J
jetstar88
I have a 40 Gig Maxtor drive that is about a year old on a 3 year
warranty (yes I'm sure) and it is clearly causing problems in my 3
drive system. It can be written to, though seems slower than the other
2 drives, and applications run from it, but when copying partitions
FROM that disk, I get read errors. Am using Partition Magic 7, and
have both Win98 and WinXP and the problem is the same in both.
Did a lot of testing to determine which of the 3 disks was true
culprit and its the 40 gig (other two are an 80 gig Western Digital
and 120 gig Maxtor) for sure. But Maxtor's Powermax program that you
have to run to get an error code sees nothing wrong with the
drive----even though it takes FOREVER to complete its tests. The drive
is passing their tests, and it was fine until a couple of weeks ago,
but is messed up now.
When I called Maxtor I got the technician from hell who put down
Powerquest;s Partition Magic and me and claimed it had to be software
as the culprit and would not issue an RMA.
I'm not looking for a bigger drive or anything like that. I just want
the drive to work under all the conditions it did until 2 weeks ago.
At this point, I'm tempted to go out and buy another drive from
another maker (Western Digital or Seagate) and will NEVER buy another
Maxtor if they don't do right by me on this one.
This isn;t the first drive from them that I have bought, but it will
be the last unless someone out there can shed some light on some way
to get them to give me the benefit of the doubt. Conversely, if I have
overlooked some cause that would not be the drive's fault, I would
much prefer to solve things that way. But the other Hard Drives are
able to do everything in terms of reading and writing to each other
and writing to this one.
Also.... even when transfering large files in Windows I am getting
goofy warnings after they fail. Like the "path is too deep". There
wasn't even a path. The file was an individual image file. While it
represents several paths, to Windows, its one file in the root
directory of a drive with tons of space going to one with tons of
space (667MB file from a drive with 1300MB of free space to another
with the same.
Any advice (or shared horror stories) appreciated.
Thanks,
Larry
warranty (yes I'm sure) and it is clearly causing problems in my 3
drive system. It can be written to, though seems slower than the other
2 drives, and applications run from it, but when copying partitions
FROM that disk, I get read errors. Am using Partition Magic 7, and
have both Win98 and WinXP and the problem is the same in both.
Did a lot of testing to determine which of the 3 disks was true
culprit and its the 40 gig (other two are an 80 gig Western Digital
and 120 gig Maxtor) for sure. But Maxtor's Powermax program that you
have to run to get an error code sees nothing wrong with the
drive----even though it takes FOREVER to complete its tests. The drive
is passing their tests, and it was fine until a couple of weeks ago,
but is messed up now.
When I called Maxtor I got the technician from hell who put down
Powerquest;s Partition Magic and me and claimed it had to be software
as the culprit and would not issue an RMA.
I'm not looking for a bigger drive or anything like that. I just want
the drive to work under all the conditions it did until 2 weeks ago.
At this point, I'm tempted to go out and buy another drive from
another maker (Western Digital or Seagate) and will NEVER buy another
Maxtor if they don't do right by me on this one.
This isn;t the first drive from them that I have bought, but it will
be the last unless someone out there can shed some light on some way
to get them to give me the benefit of the doubt. Conversely, if I have
overlooked some cause that would not be the drive's fault, I would
much prefer to solve things that way. But the other Hard Drives are
able to do everything in terms of reading and writing to each other
and writing to this one.
Also.... even when transfering large files in Windows I am getting
goofy warnings after they fail. Like the "path is too deep". There
wasn't even a path. The file was an individual image file. While it
represents several paths, to Windows, its one file in the root
directory of a drive with tons of space going to one with tons of
space (667MB file from a drive with 1300MB of free space to another
with the same.
Any advice (or shared horror stories) appreciated.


*What to do*.
Among the lines of the records below, copy those that hold the word "Profile".

Records from a data collection
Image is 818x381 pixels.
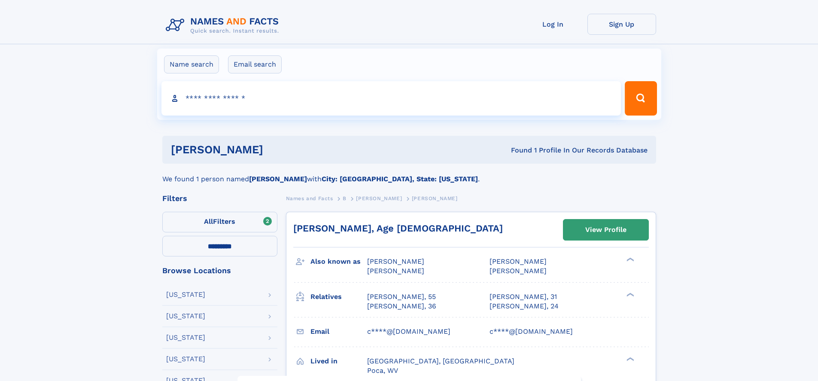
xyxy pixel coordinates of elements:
span: [PERSON_NAME] [489,257,546,265]
div: Filters [162,194,277,202]
img: Logo Names and Facts [162,14,286,37]
a: Log In [519,14,587,35]
div: ❯ [624,356,634,361]
span: [GEOGRAPHIC_DATA], [GEOGRAPHIC_DATA] [367,357,514,365]
a: B [343,193,346,203]
a: [PERSON_NAME], 31 [489,292,557,301]
span: [PERSON_NAME] [367,267,424,275]
div: We found 1 person named with . [162,164,656,184]
div: Browse Locations [162,267,277,274]
div: ❯ [624,257,634,262]
a: [PERSON_NAME], 55 [367,292,436,301]
h3: Lived in [310,354,367,368]
label: Email search [228,55,282,73]
b: City: [GEOGRAPHIC_DATA], State: [US_STATE] [322,175,478,183]
div: ❯ [624,291,634,297]
h3: Email [310,324,367,339]
a: [PERSON_NAME], Age [DEMOGRAPHIC_DATA] [293,223,503,234]
h3: Also known as [310,254,367,269]
div: View Profile [585,220,626,240]
h1: [PERSON_NAME] [171,144,387,155]
span: [PERSON_NAME] [367,257,424,265]
div: [US_STATE] [166,334,205,341]
span: B [343,195,346,201]
div: [US_STATE] [166,312,205,319]
a: Names and Facts [286,193,333,203]
span: All [204,217,213,225]
button: Search Button [625,81,656,115]
div: [US_STATE] [166,355,205,362]
h3: Relatives [310,289,367,304]
label: Name search [164,55,219,73]
div: [US_STATE] [166,291,205,298]
a: View Profile [563,219,648,240]
b: [PERSON_NAME] [249,175,307,183]
span: [PERSON_NAME] [489,267,546,275]
span: Poca, WV [367,366,398,374]
a: [PERSON_NAME], 36 [367,301,436,311]
span: [PERSON_NAME] [412,195,458,201]
a: [PERSON_NAME], 24 [489,301,558,311]
span: [PERSON_NAME] [356,195,402,201]
div: Found 1 Profile In Our Records Database [387,146,647,155]
input: search input [161,81,621,115]
label: Filters [162,212,277,232]
a: Sign Up [587,14,656,35]
a: [PERSON_NAME] [356,193,402,203]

*Output below*.
div: View Profile [585,220,626,240]
a: View Profile [563,219,648,240]
div: Found 1 Profile In Our Records Database [387,146,647,155]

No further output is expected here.